The Burning Mountain

This piece is musically related to ‘The Drowned World’, with more emphasis on the pipe organ and the string quartet.

De Luce Et Umbra

The title is Latin for Of Light And Shadow, which sums up what the album represents to me in many ways: its themes of crossing thresholds, as well as transgression, and its role in artistic creation. In the Orpheus myth, art is created through defiance, by the poet defying the gods’ interdiction to turn his head towards his beloved as he leaves Hades. It is also a myth about a song, a story about a story. It’s about the fleeting, elusive quality of an idea and the ephemeral nature of memory; and about the hold the dead have over us.

Good Morning, Midnight

The music is a variation of the album's theme with the ever-rising harmonic thrust. The first part is string orchestra punctuated by ghostly electronics, while a solo piano takes up the theme in the second part.
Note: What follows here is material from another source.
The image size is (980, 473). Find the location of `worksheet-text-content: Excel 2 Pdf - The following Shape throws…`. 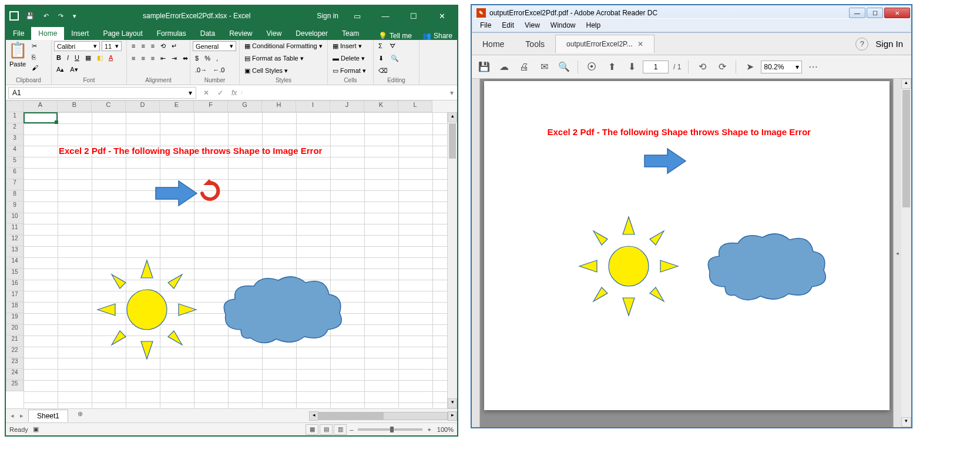

worksheet-text-content: Excel 2 Pdf - The following Shape throws… is located at coordinates (190, 150).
Both this piece and the next one take their titles from the poem Good Morning, Midnight by Emily Dickinson. It is also the title of a great novel by Jean Rhys. Dickinson often dealt with thwarted passion in her poems as well as with the subject of death, and this poem has always resonated with me quite strongly.

Good Night, Day

A gentler reflection of the previous piece, like a slightly distorted mirror image, this work is for string orchestra, solo cello and organ.

Orphic Hymn

A fragment of Ovid's retelling of the Orpheus myth in his Metamorphoses is used here as the text for the album's final piece for 9 unaccompanied singers, performed by Theatre of Voices and conducted by Paul Hillier. The piece is the final variation on the album's rising harmonic pattern, where there is some play with the voicings and where I add a very simple but soaring melody in the sopranos, which floats ecstatically over the underlying harmony.